Liberty of Cultural Choice
Participants at the symposium agreed that Dr. Zhou and Dr. Maria Lundberg were discussing questions deeply seated in protection of cultures. Seen from perspective of cultural liberty, they said, protection of cultures should be taken as an indispensable right, and freedom invariably determines the complex nature of choices. By following this rationale, society should not try to seek economic development to the benefit of the majority while sacrificing the interests of the minority. Economic development is the means, not the end, for achieving economic development, and participants at the symposium expressed the belief that this will hold true forever. What is the subject of development? And what is its ultimate purpose? It seems that answers can be found in China's new strategy that calls for all-round, well balanced and sustainable development. Participants at the symposium went further to note that development would be meaningless if it is devoid of rights for the minority.

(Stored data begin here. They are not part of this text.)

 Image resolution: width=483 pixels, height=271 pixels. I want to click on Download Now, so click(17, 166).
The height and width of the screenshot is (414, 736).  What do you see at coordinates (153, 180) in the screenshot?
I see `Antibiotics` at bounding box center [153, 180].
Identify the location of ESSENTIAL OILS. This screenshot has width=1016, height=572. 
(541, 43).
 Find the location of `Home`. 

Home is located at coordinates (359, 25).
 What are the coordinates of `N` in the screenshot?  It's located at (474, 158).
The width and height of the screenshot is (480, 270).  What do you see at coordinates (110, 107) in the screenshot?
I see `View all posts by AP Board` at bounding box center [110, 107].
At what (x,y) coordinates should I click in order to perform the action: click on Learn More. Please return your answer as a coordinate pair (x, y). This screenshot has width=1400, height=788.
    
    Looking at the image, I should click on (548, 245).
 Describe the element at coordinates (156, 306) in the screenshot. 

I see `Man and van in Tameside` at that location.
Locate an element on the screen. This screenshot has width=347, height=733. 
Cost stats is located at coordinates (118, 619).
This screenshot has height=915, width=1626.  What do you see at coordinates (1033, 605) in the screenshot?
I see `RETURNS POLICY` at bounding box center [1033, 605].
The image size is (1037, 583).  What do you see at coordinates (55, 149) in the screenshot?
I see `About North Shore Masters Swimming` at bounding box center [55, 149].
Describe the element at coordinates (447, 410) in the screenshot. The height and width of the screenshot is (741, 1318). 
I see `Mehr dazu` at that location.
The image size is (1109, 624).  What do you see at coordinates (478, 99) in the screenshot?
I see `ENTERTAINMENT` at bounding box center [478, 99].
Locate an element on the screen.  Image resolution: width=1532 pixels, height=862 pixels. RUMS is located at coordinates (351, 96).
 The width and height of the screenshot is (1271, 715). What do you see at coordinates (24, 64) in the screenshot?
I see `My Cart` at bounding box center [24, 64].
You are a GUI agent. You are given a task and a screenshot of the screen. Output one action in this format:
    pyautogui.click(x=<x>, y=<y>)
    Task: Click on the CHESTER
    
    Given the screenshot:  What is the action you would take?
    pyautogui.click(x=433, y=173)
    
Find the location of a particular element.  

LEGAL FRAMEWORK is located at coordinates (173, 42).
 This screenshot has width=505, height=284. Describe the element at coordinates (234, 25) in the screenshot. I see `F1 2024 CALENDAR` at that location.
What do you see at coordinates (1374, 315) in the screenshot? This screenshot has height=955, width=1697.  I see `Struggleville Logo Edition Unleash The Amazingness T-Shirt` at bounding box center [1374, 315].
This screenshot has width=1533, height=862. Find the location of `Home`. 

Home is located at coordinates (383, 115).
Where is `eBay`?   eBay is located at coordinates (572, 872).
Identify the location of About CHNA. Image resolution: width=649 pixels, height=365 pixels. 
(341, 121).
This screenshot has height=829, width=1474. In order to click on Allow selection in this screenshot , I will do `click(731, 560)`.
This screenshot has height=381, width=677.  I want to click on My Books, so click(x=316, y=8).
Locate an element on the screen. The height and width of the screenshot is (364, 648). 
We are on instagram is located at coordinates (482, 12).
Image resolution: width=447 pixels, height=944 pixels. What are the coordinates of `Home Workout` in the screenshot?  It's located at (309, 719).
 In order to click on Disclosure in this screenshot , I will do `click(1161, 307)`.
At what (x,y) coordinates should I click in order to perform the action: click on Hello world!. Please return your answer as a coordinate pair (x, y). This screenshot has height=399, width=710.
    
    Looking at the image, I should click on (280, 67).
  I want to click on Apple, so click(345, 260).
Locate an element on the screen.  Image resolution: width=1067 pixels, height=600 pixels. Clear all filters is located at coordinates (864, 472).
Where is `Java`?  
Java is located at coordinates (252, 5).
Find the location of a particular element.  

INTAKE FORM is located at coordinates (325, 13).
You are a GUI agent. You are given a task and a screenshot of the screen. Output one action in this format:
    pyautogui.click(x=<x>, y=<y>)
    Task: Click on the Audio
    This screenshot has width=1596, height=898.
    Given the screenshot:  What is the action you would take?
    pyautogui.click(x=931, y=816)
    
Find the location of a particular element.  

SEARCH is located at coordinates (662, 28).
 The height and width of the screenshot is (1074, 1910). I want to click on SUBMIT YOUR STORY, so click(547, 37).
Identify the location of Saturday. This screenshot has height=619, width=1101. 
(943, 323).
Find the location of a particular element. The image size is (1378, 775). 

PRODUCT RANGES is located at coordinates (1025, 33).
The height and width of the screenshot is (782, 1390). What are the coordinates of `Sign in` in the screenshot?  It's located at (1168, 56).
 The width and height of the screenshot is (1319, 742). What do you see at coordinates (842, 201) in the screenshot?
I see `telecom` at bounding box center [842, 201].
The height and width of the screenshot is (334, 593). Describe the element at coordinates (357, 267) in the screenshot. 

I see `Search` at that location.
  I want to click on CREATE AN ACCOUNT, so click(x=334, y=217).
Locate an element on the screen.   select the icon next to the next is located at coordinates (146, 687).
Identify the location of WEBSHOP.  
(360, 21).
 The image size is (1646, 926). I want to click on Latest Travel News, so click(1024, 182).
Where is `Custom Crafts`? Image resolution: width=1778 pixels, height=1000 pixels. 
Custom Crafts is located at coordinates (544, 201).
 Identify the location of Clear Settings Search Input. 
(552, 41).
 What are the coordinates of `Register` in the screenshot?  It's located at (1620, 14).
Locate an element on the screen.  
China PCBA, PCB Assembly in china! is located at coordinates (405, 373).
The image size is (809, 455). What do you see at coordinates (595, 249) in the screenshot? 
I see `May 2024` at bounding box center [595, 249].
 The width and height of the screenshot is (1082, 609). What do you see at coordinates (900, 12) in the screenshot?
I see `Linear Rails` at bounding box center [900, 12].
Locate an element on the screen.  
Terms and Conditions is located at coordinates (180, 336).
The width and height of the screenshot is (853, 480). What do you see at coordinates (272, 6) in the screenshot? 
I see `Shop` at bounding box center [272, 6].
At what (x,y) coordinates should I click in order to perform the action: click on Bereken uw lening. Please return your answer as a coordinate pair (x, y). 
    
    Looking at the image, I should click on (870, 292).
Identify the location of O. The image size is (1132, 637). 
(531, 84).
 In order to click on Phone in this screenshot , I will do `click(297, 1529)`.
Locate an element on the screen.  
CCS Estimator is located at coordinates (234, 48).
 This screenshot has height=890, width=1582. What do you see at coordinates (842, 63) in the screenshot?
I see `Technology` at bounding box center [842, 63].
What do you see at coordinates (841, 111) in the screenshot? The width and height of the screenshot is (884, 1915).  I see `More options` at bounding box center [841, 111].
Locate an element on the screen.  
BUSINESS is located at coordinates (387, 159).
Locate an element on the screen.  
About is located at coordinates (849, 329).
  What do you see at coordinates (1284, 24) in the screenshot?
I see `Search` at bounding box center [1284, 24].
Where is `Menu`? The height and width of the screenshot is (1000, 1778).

While investing heavily in areas with people of ethnic minority groups living in compact communities, the Chinese Government has, since the 1950s, allowed a range of policy privileges to help them stand on their own. This has become the envy of many Han Chinese. Nevertheless, asked Dr. Maria Lundberg, what would become of it if, without the voluntary consent of the affected ethnic minorities, settlements were built for those who used to live on hunting or slash-and-burn farming, even though the new homes were modern and comfortable to live in?
Wu Xiangwang, a Chinese participant, shared her argument. Back in the late 1970s, he said, China introduced a reform that allowed farming to be done on a household basis, a breakaway from the old practice of collective farming under the people's commune system instituted in the late 1950s. Farmers all over the country welcomed the reform. The ethnic Jinos, however, disliked it. They used to live deep in primitive forests in Yunnan Province, where they had led a life of primitive communism. Though their life has changed much since New China was founded in 1949, their time-honored tradition, characterized by collective labor and equal sharing of whatever is available, has died hard. "With tears in their eyes," Wu recalled, "the Jinos sang: now that the collectively owned land is tilled individually, our ties of fraternity is broken."
The example is thought-provoking, indeed. Even if a policy has proved successful nationwide, the results of its implementation may not necessary be as good in areas inhabited by people of ethnic minority groups as its makers anticipated. Nevertheless, things may turn for the better if the academic community becomes keen to problems of this sort and if decision-makers and officials willingly sit down and pay sufficient heed to criticisms and suggestions. This understanding prompted participants to agree that with officials from China's highest legislature attending, the symposium represented a good step taken toward this direction.